Legen… wait for it…

JavaScript (ES6), 74 bytes

You may want to change your system clock before testing, congratulations if you landed here at 59 minutes past.

setTimeout(a=alert,36e5-new Date%36e5,"dary!");a`Legen... wait for it...
`


Pyth, 42 41

J.d6." wâ«­hÖ`Ùá©h´^"WqJ.d6;"dary!

Below is a hexdump of the code:

00000000  4a 2e 64 36 2e 22 20 77  0c 10 89 e2 ab 1b ad 68  |J.d6." w.......h|
00000010  0f 8c d6 60 d9 e1 a9 68  82 b4 5e 22 57 71 4a 2e  |...`...h..^"WqJ.|
00000020  64 36 3b 22 64 61 72 79  21                       |d6;"dary!|

Saved 1 byte thanks to @isaacg

Uses the .d function to get local time related values. .d6 returns the current hour. This prints the first string, then waits until the hour is different from the hour ad the start of the program, and then prints the second string.

You could try it online with .d7 or .d8 for minutes/seconds but the online compiler only prints anything when the program terminates.

Congrats, Dennis! :)


CJam, 49 48 bytes

et3="Legen... wait for it...
"o{_et3==}g;"dary!"

Uses local time. For testing purposes, you can replace the two instances of 3 with 4 or 5 to make it print at the start of the next minute/second.

Test it here. But note that the online interpreter doesn't show any output until the program terminates. Alternatively, you can run it on Try it online, where the output is shown almost immediately instead of being buffered (but when you test it with seconds instead of hours, the delay will be noticeable). In any case, if you run it locally with the Java interpreter, it works like a charm.

Explanation

This makes use of CJam's et which gives you an array of

[year month day hour minute second ms weekday utc_offset]

Here is a breakdown of the code:

et3=       e# Get the current hour.
"Legen..." e# Push the first string including the linefeed.
o          e# Print it.
{          e# While the top of stack is truthy (which is popped)...
  _        e#   Copy the original hour.
  et3=     e#   Get the current hour.
  =        e#   Check for equality.
}g
;          e# Discard the original hour.
"dary!"    e# Push the second string which is printed automatically.

Bonus

This also works for the same byte count:

et4<"Legen... wait for it...
"o{et1$#!}g;"dary!"

Instead of selecting the hour, we're selecting the prefix with the date and the hour, and keep the loop going while the datetime array still has that prefix.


Below are the records; copy out every line that holds the word "more".

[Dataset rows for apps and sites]

===

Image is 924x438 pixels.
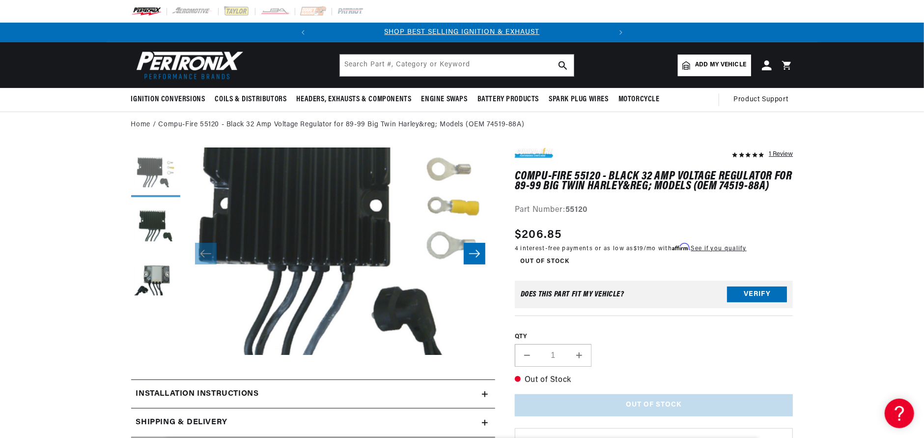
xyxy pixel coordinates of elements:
span: Product Support [734,94,788,105]
summary: Motorcycle [614,88,665,111]
a: Compu-Fire 55120 - Black 32 Amp Voltage Regulator for 89-99 Big Twin Harley&reg; Models (OEM 7451... [159,119,525,130]
div: Announcement [313,27,611,38]
h2: Installation instructions [136,388,259,400]
label: QTY [515,333,793,341]
summary: Engine Swaps [417,88,473,111]
span: Spark Plug Wires [549,94,609,105]
span: Add my vehicle [695,60,746,70]
span: Engine Swaps [421,94,468,105]
span: Battery Products [477,94,539,105]
div: 1 of 2 [313,27,611,38]
a: Add my vehicle [678,55,751,76]
span: Coils & Distributors [215,94,287,105]
a: SHOP BEST SELLING IGNITION & EXHAUST [385,28,540,36]
img: Pertronix [131,48,244,82]
span: Out of Stock [515,255,575,268]
button: Translation missing: en.sections.announcements.previous_announcement [293,23,313,42]
summary: Installation instructions [131,380,495,408]
strong: 55120 [565,206,588,214]
a: Home [131,119,150,130]
summary: Coils & Distributors [210,88,292,111]
slideshow-component: Translation missing: en.sections.announcements.announcement_bar [107,23,818,42]
button: Load image 2 in gallery view [131,202,180,251]
summary: Shipping & Delivery [131,408,495,437]
summary: Battery Products [473,88,544,111]
button: Slide right [464,243,485,264]
a: See if you qualify - Learn more about Affirm Financing (opens in modal) [691,246,747,252]
input: Search Part #, Category or Keyword [340,55,574,76]
button: Translation missing: en.sections.announcements.next_announcement [611,23,631,42]
summary: Product Support [734,88,793,112]
summary: Spark Plug Wires [544,88,614,111]
button: Load image 3 in gallery view [131,256,180,305]
h2: Shipping & Delivery [136,416,227,429]
summary: Ignition Conversions [131,88,210,111]
span: Headers, Exhausts & Components [297,94,412,105]
button: Load image 1 in gallery view [131,148,180,197]
span: Motorcycle [618,94,660,105]
span: Ignition Conversions [131,94,205,105]
div: Does This part fit My vehicle? [521,290,624,298]
div: Part Number: [515,204,793,217]
h1: Compu-Fire 55120 - Black 32 Amp Voltage Regulator for 89-99 Big Twin Harley&reg; Models (OEM 7451... [515,171,793,192]
span: $19 [634,246,644,252]
nav: breadcrumbs [131,119,793,130]
button: Verify [727,286,787,302]
p: Out of Stock [515,374,793,387]
span: Affirm [672,243,689,251]
button: search button [552,55,574,76]
media-gallery: Gallery Viewer [131,148,495,360]
button: Slide left [195,243,217,264]
summary: Headers, Exhausts & Components [292,88,417,111]
div: 1 Review [769,148,793,160]
p: 4 interest-free payments or as low as /mo with . [515,244,747,253]
span: $206.85 [515,226,562,244]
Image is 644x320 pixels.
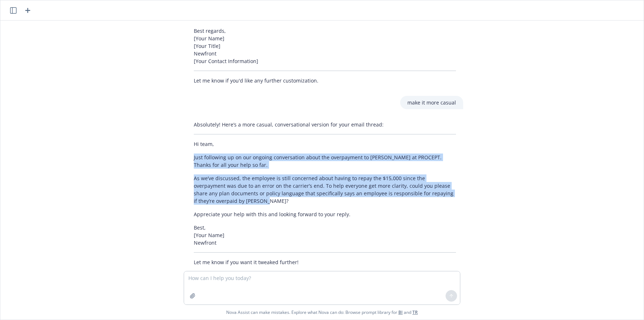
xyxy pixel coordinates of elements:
span: Nova Assist can make mistakes. Explore what Nova can do: Browse prompt library for and [227,305,418,320]
a: TR [413,309,418,316]
p: Hi team, [194,141,456,148]
p: Appreciate your help with this and looking forward to your reply. [194,210,456,218]
p: Absolutely! Here’s a more casual, conversational version for your email thread: [194,121,456,128]
p: Best, [Your Name] Newfront [194,224,456,246]
a: BI [398,309,403,316]
p: Let me know if you'd like any further customization. [194,77,456,84]
p: Just following up on our ongoing conversation about the overpayment to [PERSON_NAME] at PROCEPT. ... [194,153,456,169]
p: Let me know if you want it tweaked further! [194,259,456,267]
p: As we’ve discussed, the employee is still concerned about having to repay the $15,000 since the o... [194,175,456,205]
p: Best regards, [Your Name] [Your Title] Newfront [Your Contact Information] [194,27,456,65]
p: make it more casual [408,99,456,107]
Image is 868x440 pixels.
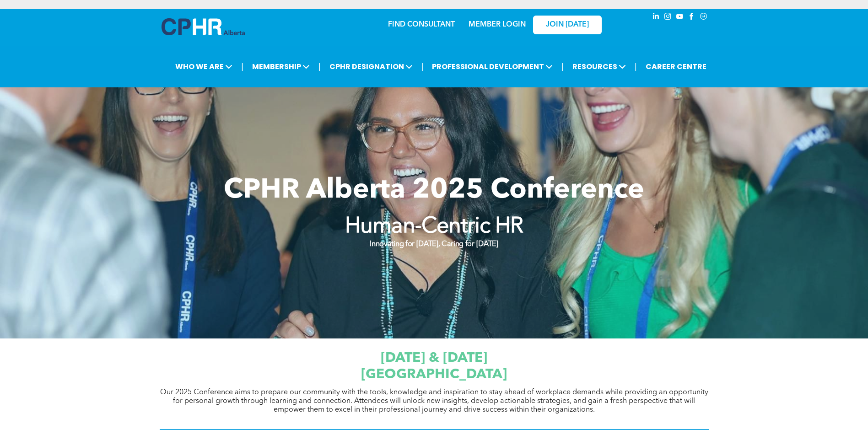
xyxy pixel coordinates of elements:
a: linkedin [651,11,661,24]
li: | [318,57,321,76]
span: CPHR DESIGNATION [327,58,415,75]
li: | [421,57,424,76]
span: MEMBERSHIP [250,58,313,75]
a: instagram [663,11,673,24]
strong: Innovating for [DATE], Caring for [DATE] [370,240,498,248]
a: facebook [687,11,697,24]
li: | [241,57,244,76]
li: | [635,57,637,76]
span: JOIN [DATE] [546,21,589,29]
span: [DATE] & [DATE] [381,351,487,365]
a: MEMBER LOGIN [468,21,526,29]
a: JOIN [DATE] [533,15,602,34]
li: | [561,57,564,76]
span: PROFESSIONAL DEVELOPMENT [429,58,555,75]
a: CAREER CENTRE [643,58,709,75]
a: Social network [699,11,709,24]
img: A blue and white logo for cp alberta [162,18,245,35]
span: RESOURCES [570,58,629,75]
a: youtube [675,11,685,24]
span: WHO WE ARE [172,58,235,75]
span: [GEOGRAPHIC_DATA] [361,368,507,381]
strong: Human-Centric HR [345,216,523,238]
span: CPHR Alberta 2025 Conference [224,177,644,204]
a: FIND CONSULTANT [388,21,454,29]
span: Our 2025 Conference aims to prepare our community with the tools, knowledge and inspiration to st... [160,388,708,413]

===

**OUTPUT FOR THIS EXERCISE:**
a: See if you qualify - Learn more about Affirm Financing (opens in modal) [691,246,747,252]
p: Absolutely! Here’s a more casual, conversational version for your email thread: [194,121,456,128]
p: make it more casual [408,99,456,107]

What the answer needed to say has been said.